Although “Grant” died obscurely, and his name and his schemes had long before that time become discredited, it must not be supposed that he was personally ruined with the wreck of his projects. Not at all. He lived and died very comfortably circumstanced, while many of his creditors remained unsatisfied. He could pay debts when he chose, but when he chose not to, there were no means of compelling him. Where have we heard the same story in recent years?
Esher, up along the hill, is a pretty village, with many and varied associations and an extraordinary number of curious relics. It is a charmingly rural place, with a humble old church behind an old coaching inn, and a new church, not at all humble, across the way. The old church and the old inn—the “Bear,” they call it—are both extremely interesting. In the hall of the inn, placed within a glass case, secure from the touch of the vulgar, are the huge boots worn by the post-boy who drove Louis Philippe, the fugitive King of the French, to Claremont in 1848. They are huge jack-boots closely resembling the type worn by Marlborough and his troopers at Blenheim, Ramilies, and Malplaquet.
“Mr. Smith”—for under that plebeian disguise the Citizen King fled from Paris—resided at Claremont by favour of Queen Victoria, and died there two years later.
Claremont is an ominous place, with a tragical cast to its story. Most of those connected with it have been unfortunate, if not before they sought the shelter of its ill-omened roof, certainly afterwards. Clive, the “heaven-born general,” who built it, shot himself; the newly married only child of George the Fourth—the ill-fated Princess Charlotte—died there, under somewhat mysterious circumstances; and the Duke of Albany, who had not long been in residence, died untimely in the south of France, in 1884.
The old church of Esher, long since disused and kept locked and given over to spiders and dust, has a Royal Pew, built for the use of the Princess Charlotte and the Claremont household in 1816. It is a huge structure, in comparison with the size of the little church, and designed in the worst possible classic taste; wearing, indeed, more the appearance of an opera-box than anything else.
The authorities (whoever they may be) charge a shilling for viewing this derelict church. It is distinctly not worth the money, because the architecture is contemptible, and all the interesting monuments have been removed to the modern building, on a quite different site, across the road.
It cannot be too strongly insisted upon that the death of the Princess Charlotte in her eighteenth year made a vast difference in English history—or, at least, English Court history. Had she survived, there would have been no William the Fourth, and Queen Victoria would never have been queen. Think of it! No Victorian Era, no Victoria Station, no Victoria Embankment, no Victoria in Australia, no Victoria in Vancouver Island; and, in short, none of those thousand things and places “Victoria” and “Victorian” we are surrounded with. None of those, and certainly no Albert Halls, memorials, streets, and places commemorative of that paragon of men.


• _Directions for this task_:
Return each line of the listing in which the word "span" appears.

_ _ _

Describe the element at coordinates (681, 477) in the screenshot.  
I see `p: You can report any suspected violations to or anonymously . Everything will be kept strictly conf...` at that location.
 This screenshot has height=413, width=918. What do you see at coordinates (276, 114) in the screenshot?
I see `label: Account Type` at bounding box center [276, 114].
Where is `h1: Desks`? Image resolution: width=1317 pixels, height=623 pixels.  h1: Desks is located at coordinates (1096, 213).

_ _ _

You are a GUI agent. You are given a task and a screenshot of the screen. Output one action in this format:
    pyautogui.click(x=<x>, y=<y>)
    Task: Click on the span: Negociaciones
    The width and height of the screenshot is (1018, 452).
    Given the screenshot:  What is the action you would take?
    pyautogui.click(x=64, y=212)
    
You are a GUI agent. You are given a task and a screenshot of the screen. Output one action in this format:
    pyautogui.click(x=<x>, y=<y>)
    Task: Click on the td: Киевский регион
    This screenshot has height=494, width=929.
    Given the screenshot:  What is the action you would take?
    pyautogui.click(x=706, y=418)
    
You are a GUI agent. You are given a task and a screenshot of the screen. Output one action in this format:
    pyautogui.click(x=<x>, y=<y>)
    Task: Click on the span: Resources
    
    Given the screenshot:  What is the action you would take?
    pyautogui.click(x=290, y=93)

_ _ _

• _Expected output_:
    Task: Click on the span: Negociaciones
    Task: Click on the span: Resources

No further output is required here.